Now execute the following:

call test();
select @test_results; 

The response should be "[1,2,3,4,5]" and not [1,2,3]"

Removing the " into @_something" stops the bug from happening.
[16 Nov 2021 21:29] Justin Levene
Please note that if I put "set _all = json_array_append(....." after "if (_loopDone=1) then leave read_loop; end if;", then the result is [1,2].

I should have put it there for simplicity.
[17 Nov 2021 12:07] Justin Levene
Tested the new test procedure on Windows 11 MySQL 8.0.26 and still have the same bug.

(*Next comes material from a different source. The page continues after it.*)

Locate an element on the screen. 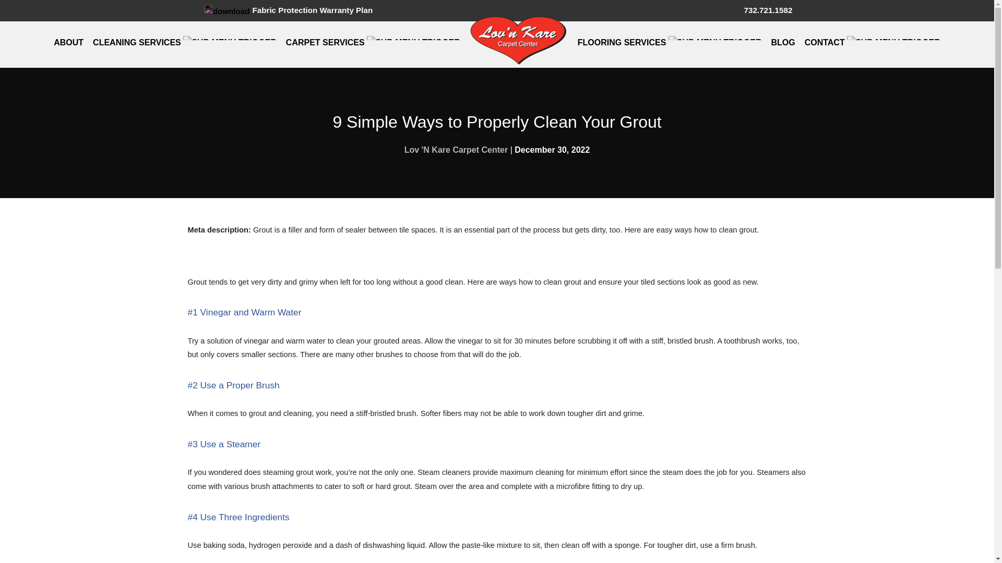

The bug seems to be for every OS and is not limited to Linux as previously thought and incorrectly reported.
[17 Nov 2021 13:33] MySQL Verification Team
Hi Mr. Levene,

You are quite correct.

This is not an error that resulted from the bad build.

This is simply your programming error where you did not handle correctly the last part of the definition of the user variable @s, with an improper handling of another user variable.

Not a bug.
[17 Nov 2021 13:45] Justin Levene
How is this improperly handled?

I agree, @s could be a declared variable "_sql_str" or similar (I wanted to keep it short for this demo), however I can't do an "into" into a declared variable as this throws an error, so the only way to do it is to put the result into a global.  Regardless, the result of that separate prepared query should not effect the cursor result handle, which it is doing.